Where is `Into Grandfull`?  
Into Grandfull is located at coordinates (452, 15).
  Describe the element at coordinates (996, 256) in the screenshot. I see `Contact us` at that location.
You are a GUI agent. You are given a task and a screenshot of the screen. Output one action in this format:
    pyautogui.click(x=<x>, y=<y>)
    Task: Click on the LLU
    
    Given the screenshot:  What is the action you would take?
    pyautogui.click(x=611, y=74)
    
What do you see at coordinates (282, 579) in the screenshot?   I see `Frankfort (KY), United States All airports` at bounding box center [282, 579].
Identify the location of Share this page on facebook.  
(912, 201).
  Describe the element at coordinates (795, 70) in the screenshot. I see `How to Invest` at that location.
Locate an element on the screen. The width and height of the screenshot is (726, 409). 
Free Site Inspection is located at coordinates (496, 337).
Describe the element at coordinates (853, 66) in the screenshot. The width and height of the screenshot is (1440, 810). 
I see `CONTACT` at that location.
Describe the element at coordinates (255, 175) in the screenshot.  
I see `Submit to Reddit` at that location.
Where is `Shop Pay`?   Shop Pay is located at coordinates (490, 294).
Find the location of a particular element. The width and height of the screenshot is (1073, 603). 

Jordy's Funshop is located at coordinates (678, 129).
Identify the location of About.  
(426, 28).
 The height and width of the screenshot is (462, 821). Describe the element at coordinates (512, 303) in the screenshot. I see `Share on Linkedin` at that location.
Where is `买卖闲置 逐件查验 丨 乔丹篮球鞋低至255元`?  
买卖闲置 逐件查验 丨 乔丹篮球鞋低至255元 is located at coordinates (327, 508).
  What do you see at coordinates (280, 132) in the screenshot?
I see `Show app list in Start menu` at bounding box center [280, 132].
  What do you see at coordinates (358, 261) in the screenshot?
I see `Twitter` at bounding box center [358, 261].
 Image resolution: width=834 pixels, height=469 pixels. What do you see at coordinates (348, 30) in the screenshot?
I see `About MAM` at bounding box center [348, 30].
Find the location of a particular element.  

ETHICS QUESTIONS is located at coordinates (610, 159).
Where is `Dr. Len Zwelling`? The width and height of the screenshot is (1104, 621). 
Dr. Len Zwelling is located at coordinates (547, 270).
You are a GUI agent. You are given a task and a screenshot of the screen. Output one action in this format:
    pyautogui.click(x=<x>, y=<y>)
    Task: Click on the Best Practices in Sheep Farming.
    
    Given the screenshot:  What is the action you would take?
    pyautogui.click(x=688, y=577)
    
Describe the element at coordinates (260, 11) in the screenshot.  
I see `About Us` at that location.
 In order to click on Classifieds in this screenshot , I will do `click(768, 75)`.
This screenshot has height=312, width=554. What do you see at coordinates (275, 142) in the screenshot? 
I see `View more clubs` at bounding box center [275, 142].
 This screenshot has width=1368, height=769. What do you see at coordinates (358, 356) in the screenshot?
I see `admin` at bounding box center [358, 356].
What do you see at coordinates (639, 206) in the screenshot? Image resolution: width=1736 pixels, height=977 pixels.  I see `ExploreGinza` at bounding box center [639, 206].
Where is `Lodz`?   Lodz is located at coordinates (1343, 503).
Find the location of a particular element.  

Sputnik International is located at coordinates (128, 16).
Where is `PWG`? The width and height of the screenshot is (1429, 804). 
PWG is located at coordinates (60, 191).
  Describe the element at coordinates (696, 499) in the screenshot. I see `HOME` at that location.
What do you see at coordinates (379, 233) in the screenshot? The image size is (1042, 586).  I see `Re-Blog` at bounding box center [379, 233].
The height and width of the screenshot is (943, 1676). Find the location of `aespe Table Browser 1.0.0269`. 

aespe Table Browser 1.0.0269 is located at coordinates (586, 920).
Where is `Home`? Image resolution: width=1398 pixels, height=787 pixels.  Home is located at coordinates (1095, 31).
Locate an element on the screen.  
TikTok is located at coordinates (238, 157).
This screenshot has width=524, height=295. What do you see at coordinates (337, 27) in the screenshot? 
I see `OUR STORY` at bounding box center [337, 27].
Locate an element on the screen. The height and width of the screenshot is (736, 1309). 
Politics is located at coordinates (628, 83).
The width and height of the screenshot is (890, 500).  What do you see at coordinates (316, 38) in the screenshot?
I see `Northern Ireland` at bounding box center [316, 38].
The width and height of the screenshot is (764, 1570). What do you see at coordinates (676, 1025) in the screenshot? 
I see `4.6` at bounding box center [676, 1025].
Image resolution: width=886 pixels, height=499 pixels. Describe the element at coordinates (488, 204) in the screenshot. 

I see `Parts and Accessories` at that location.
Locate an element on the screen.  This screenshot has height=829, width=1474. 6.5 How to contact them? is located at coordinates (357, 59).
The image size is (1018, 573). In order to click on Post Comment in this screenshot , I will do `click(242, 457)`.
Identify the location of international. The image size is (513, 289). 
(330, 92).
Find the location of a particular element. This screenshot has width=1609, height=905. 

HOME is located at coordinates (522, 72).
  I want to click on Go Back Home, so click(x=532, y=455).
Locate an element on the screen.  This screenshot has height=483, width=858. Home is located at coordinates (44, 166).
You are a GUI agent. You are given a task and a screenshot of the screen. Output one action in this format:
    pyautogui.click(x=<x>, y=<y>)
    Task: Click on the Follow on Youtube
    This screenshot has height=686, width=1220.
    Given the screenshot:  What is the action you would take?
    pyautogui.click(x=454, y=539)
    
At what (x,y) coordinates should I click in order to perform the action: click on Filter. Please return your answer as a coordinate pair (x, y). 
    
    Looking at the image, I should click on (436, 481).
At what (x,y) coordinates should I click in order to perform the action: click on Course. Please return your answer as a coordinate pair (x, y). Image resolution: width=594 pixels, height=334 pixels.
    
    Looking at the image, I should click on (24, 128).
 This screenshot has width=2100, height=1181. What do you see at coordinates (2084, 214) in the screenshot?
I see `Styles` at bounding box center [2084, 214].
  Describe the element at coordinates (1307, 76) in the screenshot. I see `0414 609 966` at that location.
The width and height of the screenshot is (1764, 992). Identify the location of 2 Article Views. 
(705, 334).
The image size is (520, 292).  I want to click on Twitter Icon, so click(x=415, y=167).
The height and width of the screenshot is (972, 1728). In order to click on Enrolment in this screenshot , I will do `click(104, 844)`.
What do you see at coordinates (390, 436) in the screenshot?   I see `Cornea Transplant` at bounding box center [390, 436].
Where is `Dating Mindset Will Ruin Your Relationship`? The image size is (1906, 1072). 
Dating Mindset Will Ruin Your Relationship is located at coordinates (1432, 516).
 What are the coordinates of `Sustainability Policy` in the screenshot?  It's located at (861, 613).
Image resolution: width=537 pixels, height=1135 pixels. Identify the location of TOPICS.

____

### THE TASK
All lines from the one holding "This screenshot has height=686, width=1220." through the final line of the material must be set down exactly, and nothing else may be added.

### ANSWER SECTION
    This screenshot has height=686, width=1220.
    Given the screenshot:  What is the action you would take?
    pyautogui.click(x=454, y=539)
    
At what (x,y) coordinates should I click in order to perform the action: click on Filter. Please return your answer as a coordinate pair (x, y). 
    
    Looking at the image, I should click on (436, 481).
At what (x,y) coordinates should I click in order to perform the action: click on Course. Please return your answer as a coordinate pair (x, y). Image resolution: width=594 pixels, height=334 pixels.
    
    Looking at the image, I should click on (24, 128).
 This screenshot has width=2100, height=1181. What do you see at coordinates (2084, 214) in the screenshot?
I see `Styles` at bounding box center [2084, 214].
  Describe the element at coordinates (1307, 76) in the screenshot. I see `0414 609 966` at that location.
The width and height of the screenshot is (1764, 992). Identify the location of 2 Article Views. 
(705, 334).
The image size is (520, 292).  I want to click on Twitter Icon, so click(x=415, y=167).
The height and width of the screenshot is (972, 1728). In order to click on Enrolment in this screenshot , I will do `click(104, 844)`.
What do you see at coordinates (390, 436) in the screenshot?   I see `Cornea Transplant` at bounding box center [390, 436].
Where is `Dating Mindset Will Ruin Your Relationship`? The image size is (1906, 1072). 
Dating Mindset Will Ruin Your Relationship is located at coordinates (1432, 516).
 What are the coordinates of `Sustainability Policy` in the screenshot?  It's located at (861, 613).
Image resolution: width=537 pixels, height=1135 pixels. Identify the location of TOPICS.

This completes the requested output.